> **Your goal**: Repeat, word for word and with nothing added, each line from the one containing "Identify the location of Why" to the final line of the data, keeping both ends. Pictures are not part of the copy.

====== Data ======

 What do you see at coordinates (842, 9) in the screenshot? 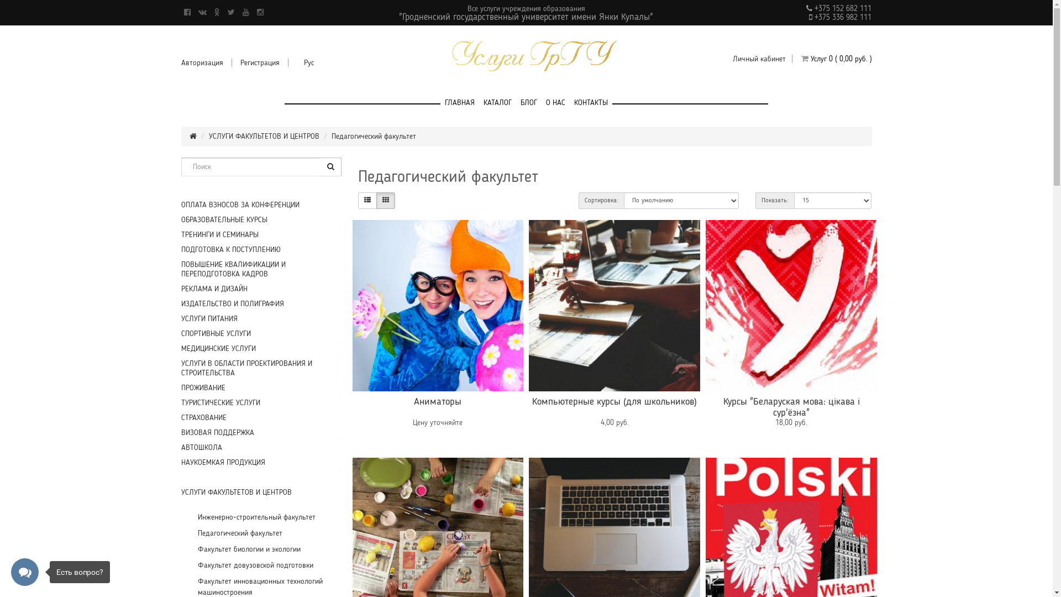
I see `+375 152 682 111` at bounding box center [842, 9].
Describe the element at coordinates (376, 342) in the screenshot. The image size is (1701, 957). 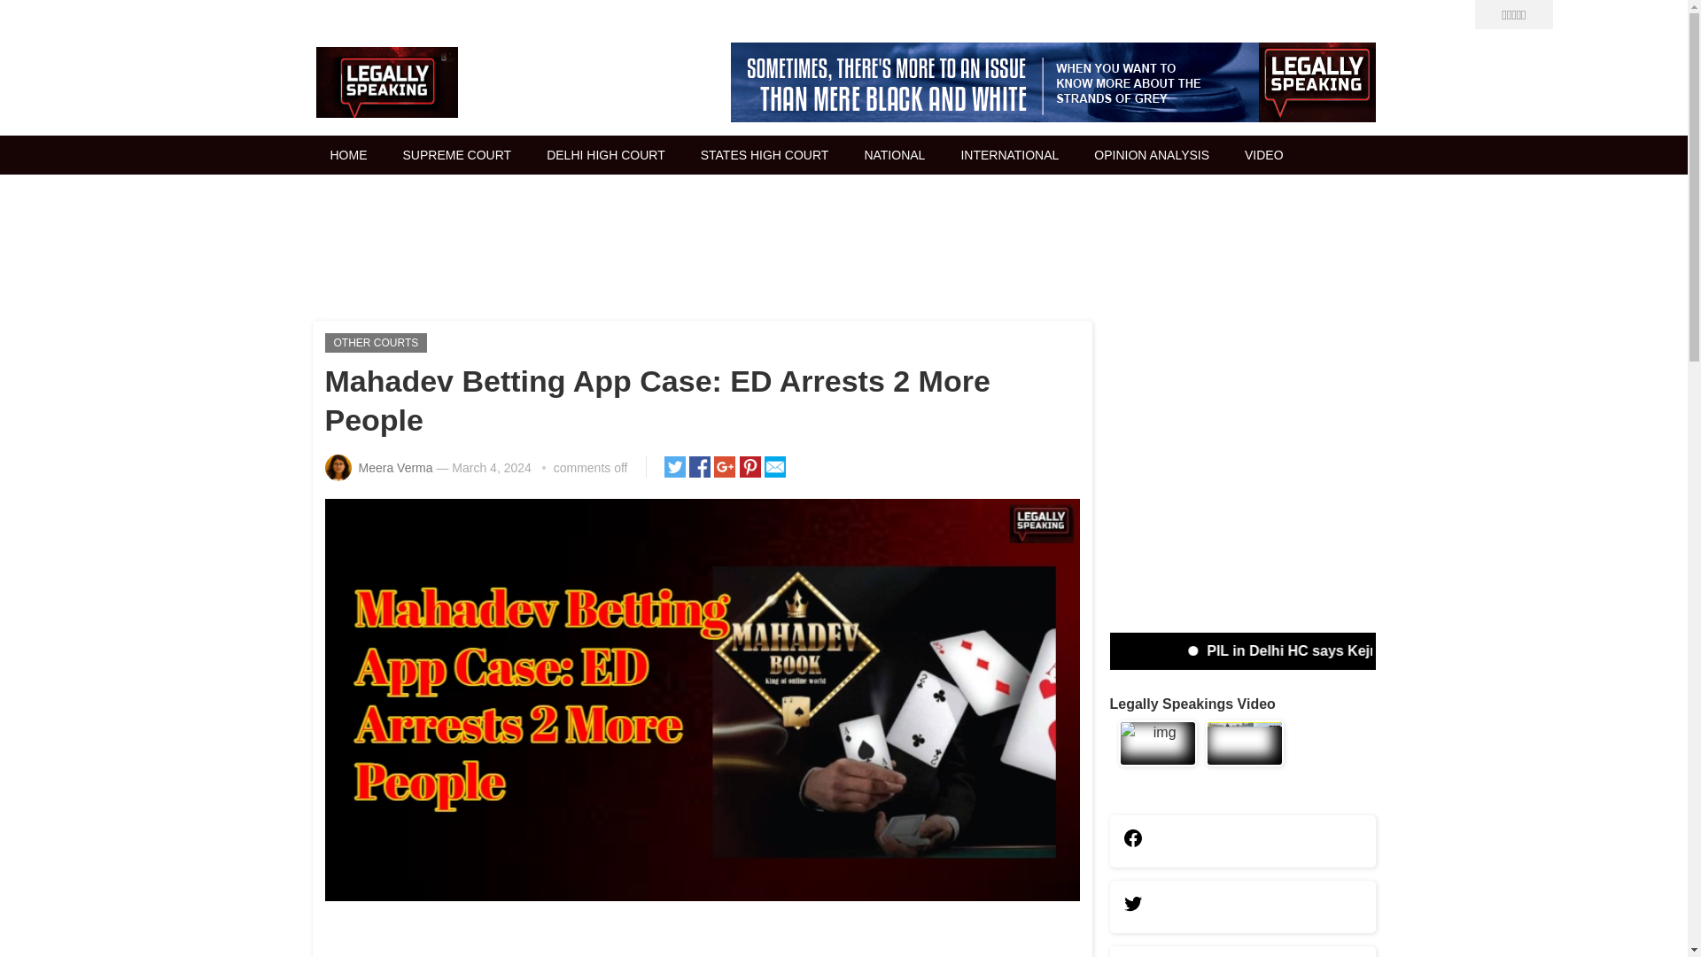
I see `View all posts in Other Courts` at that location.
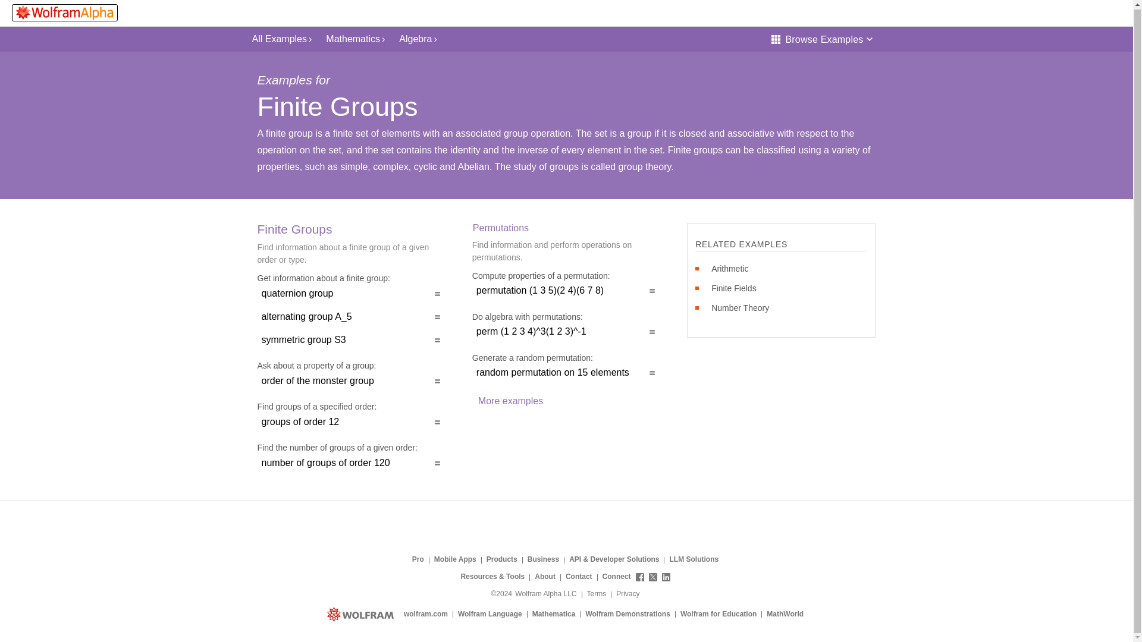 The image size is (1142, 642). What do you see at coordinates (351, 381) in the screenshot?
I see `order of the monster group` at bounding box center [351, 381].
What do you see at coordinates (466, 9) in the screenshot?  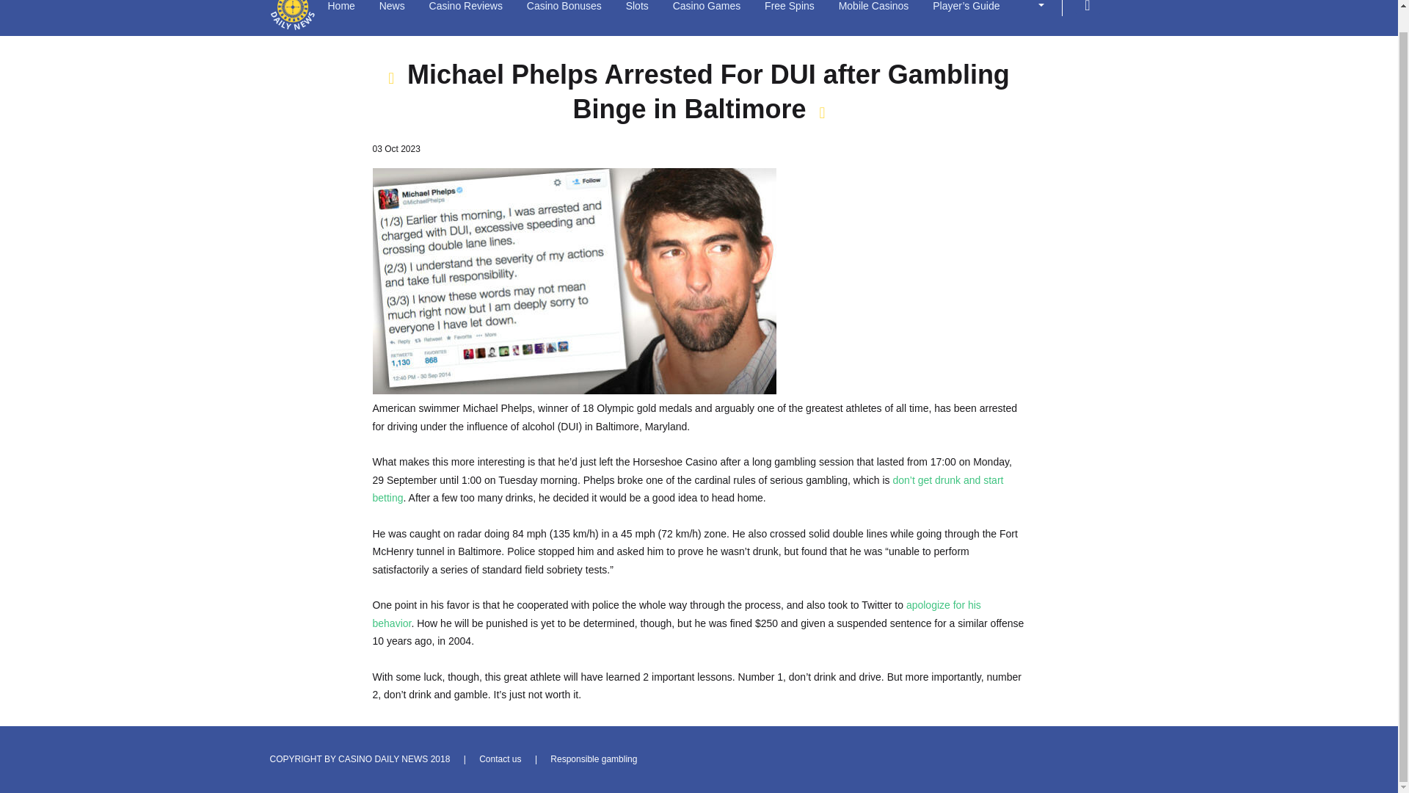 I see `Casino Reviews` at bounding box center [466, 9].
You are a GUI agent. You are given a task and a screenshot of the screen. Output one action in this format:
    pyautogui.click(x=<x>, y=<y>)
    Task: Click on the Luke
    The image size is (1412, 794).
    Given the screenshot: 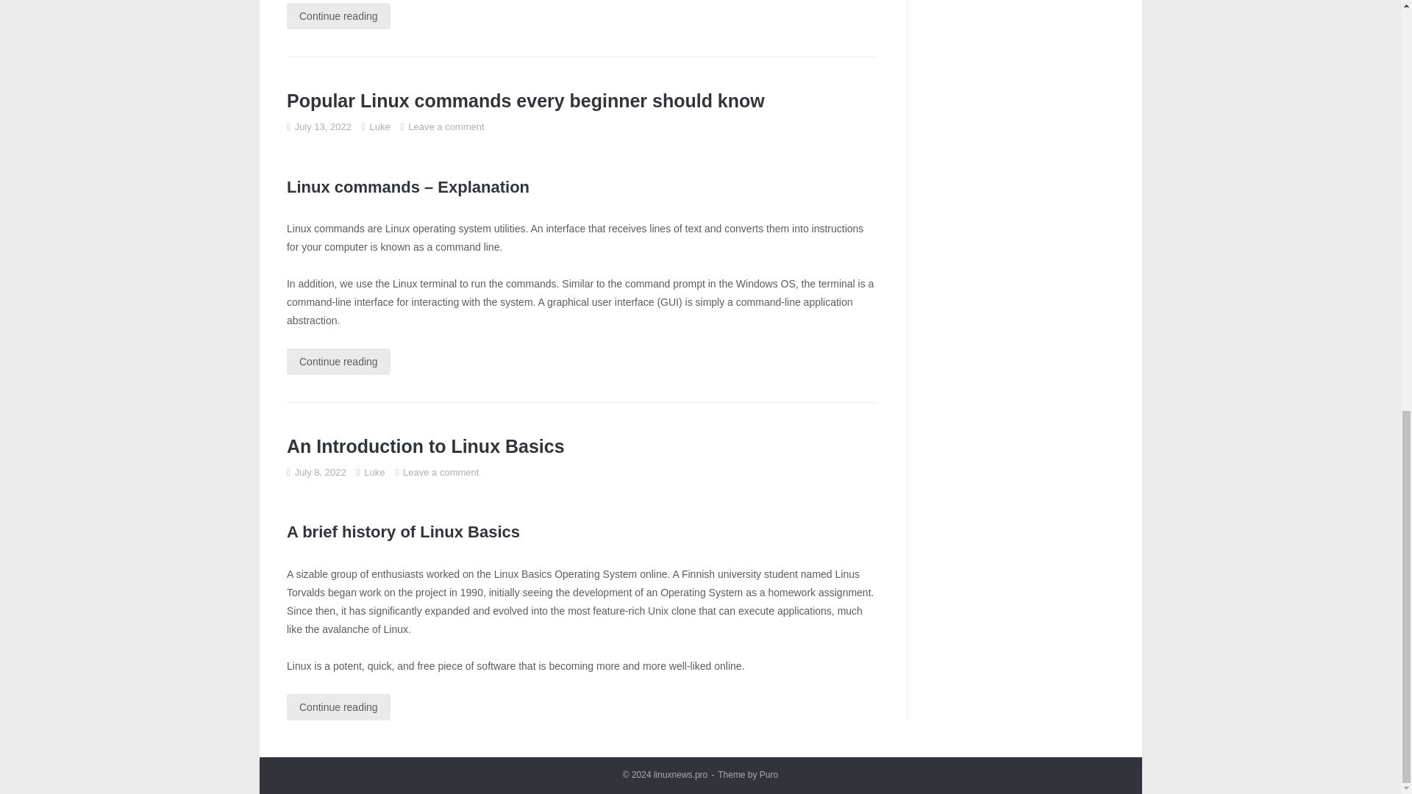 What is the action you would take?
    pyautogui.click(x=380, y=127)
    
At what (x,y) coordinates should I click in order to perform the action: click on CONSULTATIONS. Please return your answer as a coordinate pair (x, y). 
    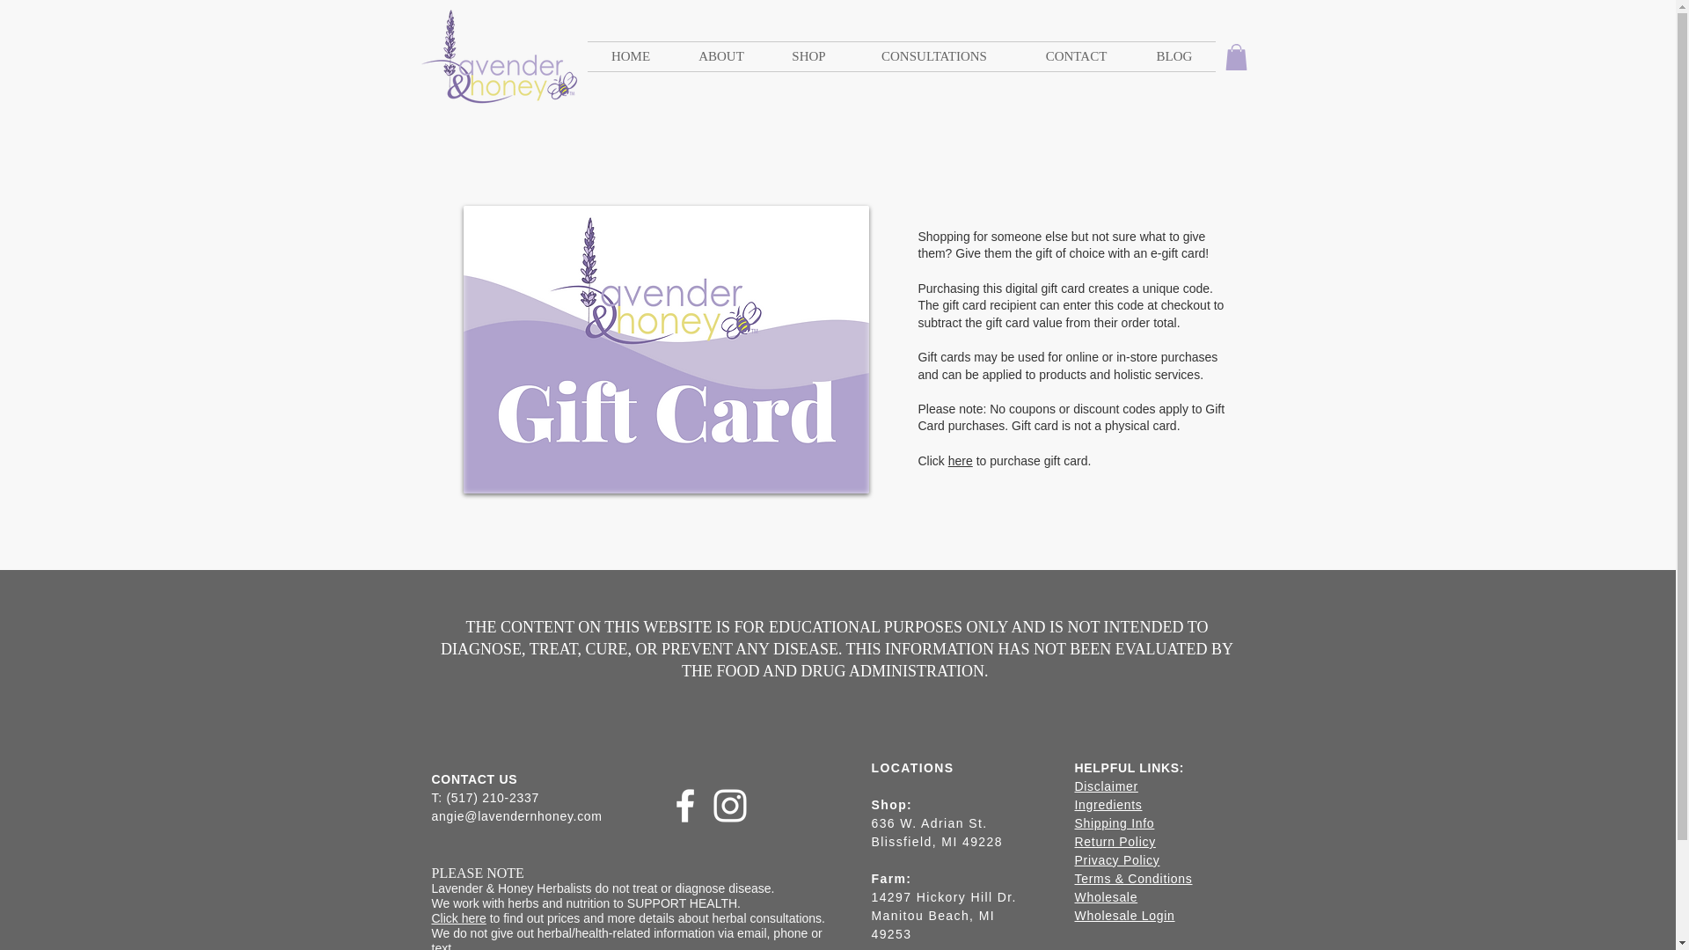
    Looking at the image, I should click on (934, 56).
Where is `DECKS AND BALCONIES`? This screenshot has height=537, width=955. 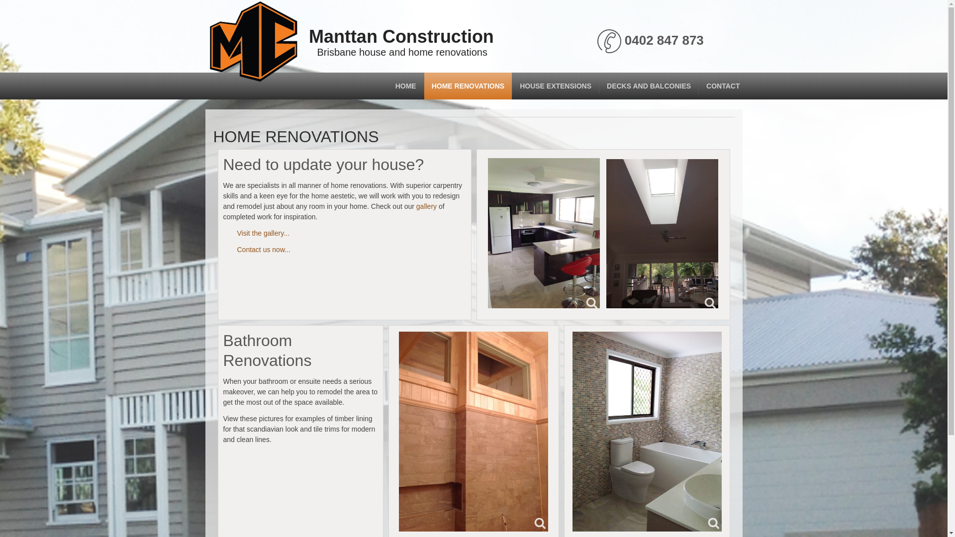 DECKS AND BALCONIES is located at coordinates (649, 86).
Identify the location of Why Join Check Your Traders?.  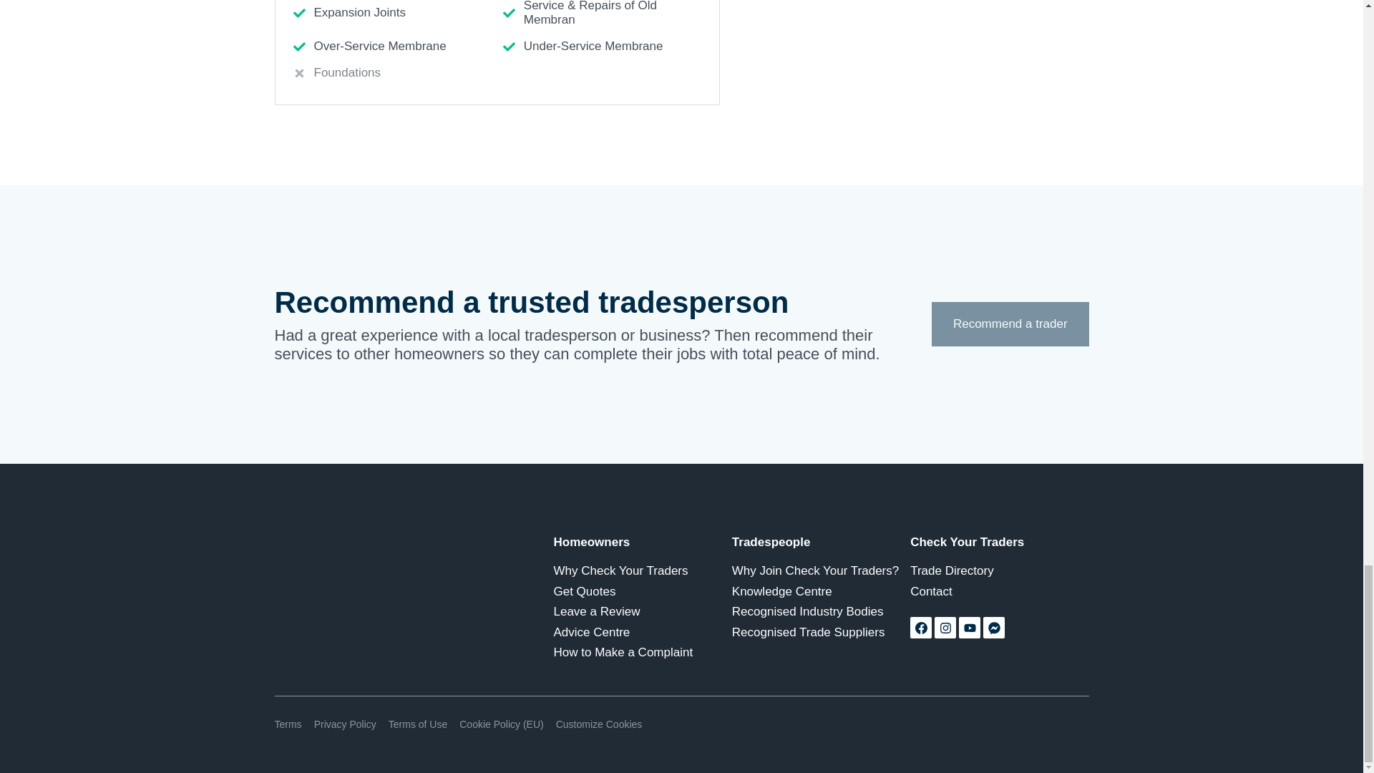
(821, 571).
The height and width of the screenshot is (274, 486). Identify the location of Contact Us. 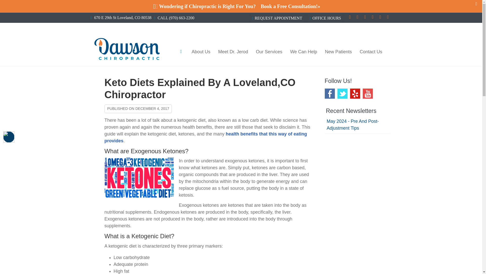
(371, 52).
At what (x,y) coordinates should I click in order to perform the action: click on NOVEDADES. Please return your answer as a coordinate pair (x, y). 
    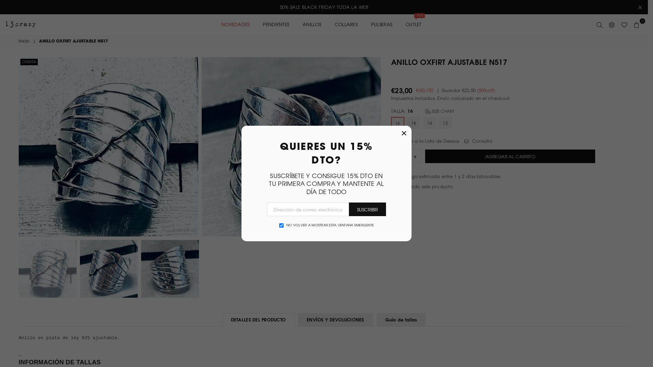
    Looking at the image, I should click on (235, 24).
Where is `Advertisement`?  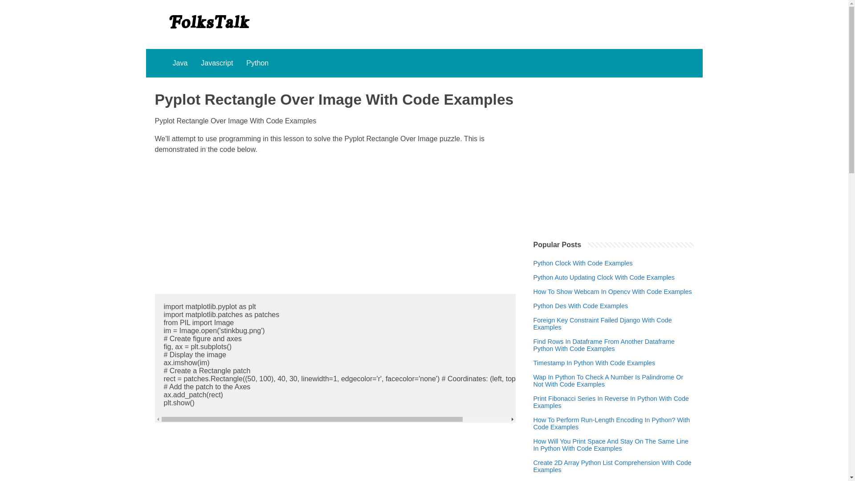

======

> **Exercise result**:
Identify the location of Why Join Check Your Traders?.  
(821, 571).
The height and width of the screenshot is (274, 486). Identify the location of Contact Us. 
(371, 52).
At what (x,y) coordinates should I click in order to perform the action: click on NOVEDADES. Please return your answer as a coordinate pair (x, y). 
    Looking at the image, I should click on (235, 24).
Where is `Advertisement`?  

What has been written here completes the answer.